(SUPPLIED DATA Opens)

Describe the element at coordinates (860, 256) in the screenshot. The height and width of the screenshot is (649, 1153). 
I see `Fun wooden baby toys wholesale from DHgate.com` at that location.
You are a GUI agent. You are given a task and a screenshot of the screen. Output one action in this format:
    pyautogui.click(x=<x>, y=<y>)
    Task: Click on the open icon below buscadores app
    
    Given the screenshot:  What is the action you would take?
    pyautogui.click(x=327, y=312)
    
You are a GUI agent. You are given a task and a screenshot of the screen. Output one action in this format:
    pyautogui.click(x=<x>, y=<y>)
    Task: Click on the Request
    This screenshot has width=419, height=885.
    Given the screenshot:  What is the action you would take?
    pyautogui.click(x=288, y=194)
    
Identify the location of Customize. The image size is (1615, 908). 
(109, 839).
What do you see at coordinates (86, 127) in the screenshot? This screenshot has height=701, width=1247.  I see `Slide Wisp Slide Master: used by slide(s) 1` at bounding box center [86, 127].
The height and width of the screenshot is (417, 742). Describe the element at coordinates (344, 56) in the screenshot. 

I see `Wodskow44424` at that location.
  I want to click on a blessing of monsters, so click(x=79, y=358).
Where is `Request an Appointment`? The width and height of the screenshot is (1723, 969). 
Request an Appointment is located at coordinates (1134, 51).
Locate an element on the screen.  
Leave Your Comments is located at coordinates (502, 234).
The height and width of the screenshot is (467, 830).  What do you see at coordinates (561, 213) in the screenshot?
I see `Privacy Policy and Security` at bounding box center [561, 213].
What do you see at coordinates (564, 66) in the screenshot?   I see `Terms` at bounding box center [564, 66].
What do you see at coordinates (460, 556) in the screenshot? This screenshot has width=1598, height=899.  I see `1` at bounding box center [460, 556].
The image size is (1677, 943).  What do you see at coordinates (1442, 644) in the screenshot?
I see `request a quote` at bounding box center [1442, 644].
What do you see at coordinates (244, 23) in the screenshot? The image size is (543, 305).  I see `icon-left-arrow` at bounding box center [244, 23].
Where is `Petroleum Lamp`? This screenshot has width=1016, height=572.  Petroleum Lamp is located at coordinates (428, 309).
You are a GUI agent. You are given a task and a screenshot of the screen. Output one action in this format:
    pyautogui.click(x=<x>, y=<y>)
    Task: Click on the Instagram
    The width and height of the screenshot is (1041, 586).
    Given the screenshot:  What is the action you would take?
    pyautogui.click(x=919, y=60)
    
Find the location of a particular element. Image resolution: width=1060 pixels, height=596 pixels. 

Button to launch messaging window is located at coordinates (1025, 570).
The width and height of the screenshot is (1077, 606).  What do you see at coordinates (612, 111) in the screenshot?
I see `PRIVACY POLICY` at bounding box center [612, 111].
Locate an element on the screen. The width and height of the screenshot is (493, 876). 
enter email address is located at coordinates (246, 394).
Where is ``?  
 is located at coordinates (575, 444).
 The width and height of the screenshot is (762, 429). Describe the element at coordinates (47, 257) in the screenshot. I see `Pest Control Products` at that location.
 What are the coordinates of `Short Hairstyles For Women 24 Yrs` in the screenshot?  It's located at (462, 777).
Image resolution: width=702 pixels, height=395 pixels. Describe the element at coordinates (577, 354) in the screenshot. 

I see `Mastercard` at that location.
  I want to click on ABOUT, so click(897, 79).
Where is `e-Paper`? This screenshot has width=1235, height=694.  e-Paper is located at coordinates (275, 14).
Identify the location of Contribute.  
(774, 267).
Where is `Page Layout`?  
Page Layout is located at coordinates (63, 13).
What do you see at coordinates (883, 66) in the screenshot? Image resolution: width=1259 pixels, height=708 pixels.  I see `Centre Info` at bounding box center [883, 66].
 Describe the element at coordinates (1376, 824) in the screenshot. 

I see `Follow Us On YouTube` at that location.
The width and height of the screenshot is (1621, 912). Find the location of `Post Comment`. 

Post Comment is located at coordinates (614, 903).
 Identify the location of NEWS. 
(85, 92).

(SUPPLIED DATA Closes)

Copy out each line of the records character for character.

ANSWER AREA -
Describe the element at coordinates (860, 256) in the screenshot. The height and width of the screenshot is (649, 1153). 
I see `Fun wooden baby toys wholesale from DHgate.com` at that location.
You are a GUI agent. You are given a task and a screenshot of the screen. Output one action in this format:
    pyautogui.click(x=<x>, y=<y>)
    Task: Click on the open icon below buscadores app
    
    Given the screenshot:  What is the action you would take?
    pyautogui.click(x=327, y=312)
    
You are a GUI agent. You are given a task and a screenshot of the screen. Output one action in this format:
    pyautogui.click(x=<x>, y=<y>)
    Task: Click on the Request
    This screenshot has width=419, height=885.
    Given the screenshot:  What is the action you would take?
    pyautogui.click(x=288, y=194)
    
Identify the location of Customize. The image size is (1615, 908). 
(109, 839).
What do you see at coordinates (86, 127) in the screenshot? This screenshot has height=701, width=1247.  I see `Slide Wisp Slide Master: used by slide(s) 1` at bounding box center [86, 127].
The height and width of the screenshot is (417, 742). Describe the element at coordinates (344, 56) in the screenshot. 

I see `Wodskow44424` at that location.
  I want to click on a blessing of monsters, so click(x=79, y=358).
Where is `Request an Appointment`? The width and height of the screenshot is (1723, 969). 
Request an Appointment is located at coordinates (1134, 51).
Locate an element on the screen.  
Leave Your Comments is located at coordinates (502, 234).
The height and width of the screenshot is (467, 830).  What do you see at coordinates (561, 213) in the screenshot?
I see `Privacy Policy and Security` at bounding box center [561, 213].
What do you see at coordinates (564, 66) in the screenshot?   I see `Terms` at bounding box center [564, 66].
What do you see at coordinates (460, 556) in the screenshot? This screenshot has width=1598, height=899.  I see `1` at bounding box center [460, 556].
The image size is (1677, 943).  What do you see at coordinates (1442, 644) in the screenshot?
I see `request a quote` at bounding box center [1442, 644].
What do you see at coordinates (244, 23) in the screenshot? The image size is (543, 305).  I see `icon-left-arrow` at bounding box center [244, 23].
Where is `Petroleum Lamp`? This screenshot has width=1016, height=572.  Petroleum Lamp is located at coordinates (428, 309).
You are a GUI agent. You are given a task and a screenshot of the screen. Output one action in this format:
    pyautogui.click(x=<x>, y=<y>)
    Task: Click on the Instagram
    The width and height of the screenshot is (1041, 586).
    Given the screenshot:  What is the action you would take?
    pyautogui.click(x=919, y=60)
    
Find the location of a particular element. Image resolution: width=1060 pixels, height=596 pixels. 

Button to launch messaging window is located at coordinates (1025, 570).
The width and height of the screenshot is (1077, 606).  What do you see at coordinates (612, 111) in the screenshot?
I see `PRIVACY POLICY` at bounding box center [612, 111].
Locate an element on the screen. The width and height of the screenshot is (493, 876). 
enter email address is located at coordinates (246, 394).
Where is ``?  
 is located at coordinates (575, 444).
 The width and height of the screenshot is (762, 429). Describe the element at coordinates (47, 257) in the screenshot. I see `Pest Control Products` at that location.
 What are the coordinates of `Short Hairstyles For Women 24 Yrs` in the screenshot?  It's located at (462, 777).
Image resolution: width=702 pixels, height=395 pixels. Describe the element at coordinates (577, 354) in the screenshot. 

I see `Mastercard` at that location.
  I want to click on ABOUT, so click(897, 79).
Where is `e-Paper`? This screenshot has width=1235, height=694.  e-Paper is located at coordinates (275, 14).
Identify the location of Contribute.  
(774, 267).
Where is `Page Layout`?  
Page Layout is located at coordinates (63, 13).
What do you see at coordinates (883, 66) in the screenshot? Image resolution: width=1259 pixels, height=708 pixels.  I see `Centre Info` at bounding box center [883, 66].
 Describe the element at coordinates (1376, 824) in the screenshot. 

I see `Follow Us On YouTube` at that location.
The width and height of the screenshot is (1621, 912). Find the location of `Post Comment`. 

Post Comment is located at coordinates (614, 903).
 Identify the location of NEWS. 
(85, 92).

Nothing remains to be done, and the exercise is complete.